ABSTRACT

We’re now ready to draw closer to a theorization of a Ciceronian followership of logicratic Reason. A/the fundamental condition here is that followers participate in the leaderly ambition of transforming existing situations into more rational ones and maintaining more rational situations from anti-rational contestation. In other words, followers are co-participants in leaderly efforts to transform or preserve situations. In Chapter 4, I began detailing some of the activities that logicratic followers would be required to undertake according to the pathway that I’m offering, such as being involved in the establishment and growth of the International Logicratic Movement, supporting the Blueprint Working Group, advocating the blueprint to the public, and so on. What remains to be done is to develop the notion of following logicratic Reason “as though it were a god,” particularly in terms of follower activities or traits (I’ll shortly return to this point of “activities or traits”). This development is possible because we’ve delineated quite a specific leader requiring followership.
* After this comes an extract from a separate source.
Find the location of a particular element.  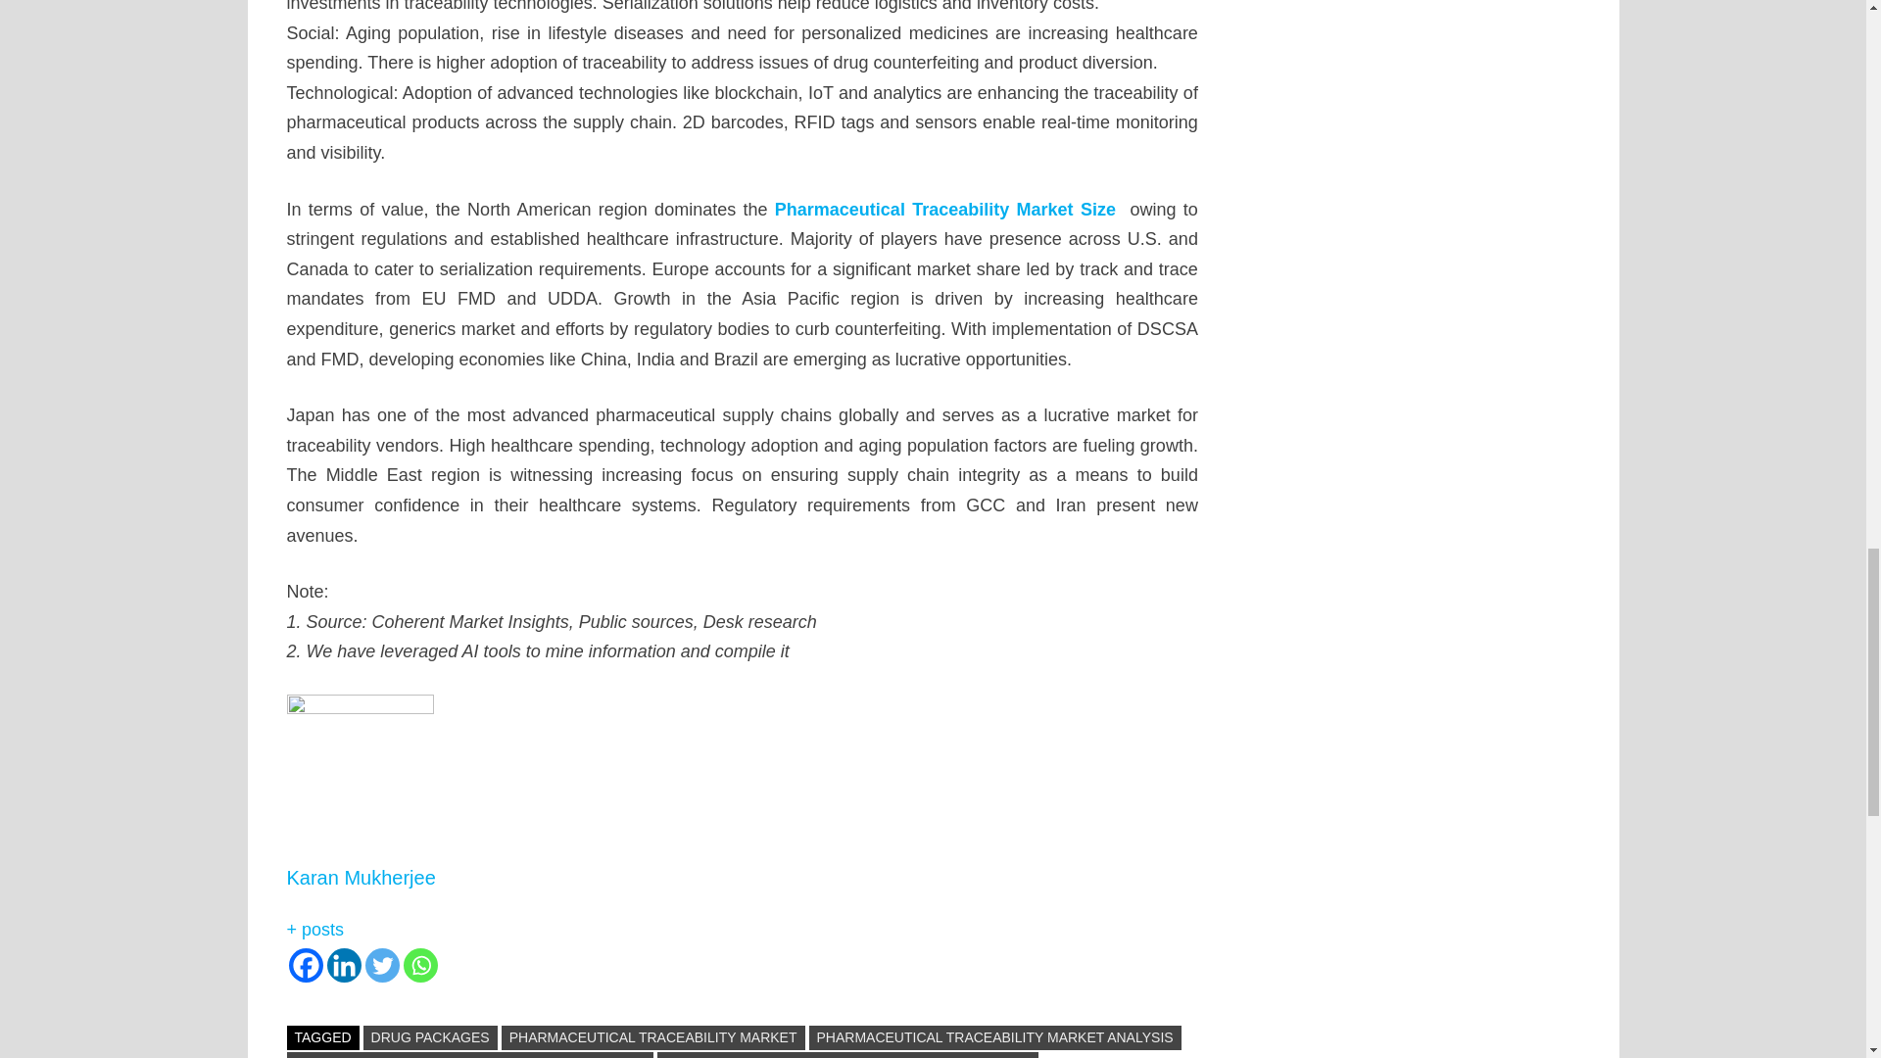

Such a delineation is crucial because the kind of followership will be significantly determined by the kind of leader (this is not to insinuate that this is a one-way determination). Litzinger and Schaefer forcefully make this exact point in their 1982 article: “distinct styles of leadership must elicit distinct styles of followership. Appropriate types of followership will be expected as responses to, and support for, particular styles of leadership” (1982: 80). While we question the dogmatism and ambiguity of the “must” (do/should distinct styles of leading always elicit distinct styles of following?), the rest of the present book basically hinges on this reasonable premise. But before supporting it and applying the notion that a specific kind of leadership requires a specific kind of followership, we should also note that this principle probably applies to all 98kinds of following; the form or style of following should vary according to the entity that’s being followed. For example, followers of a political leader will behave differently in their capacity as political followers than followers of a football team.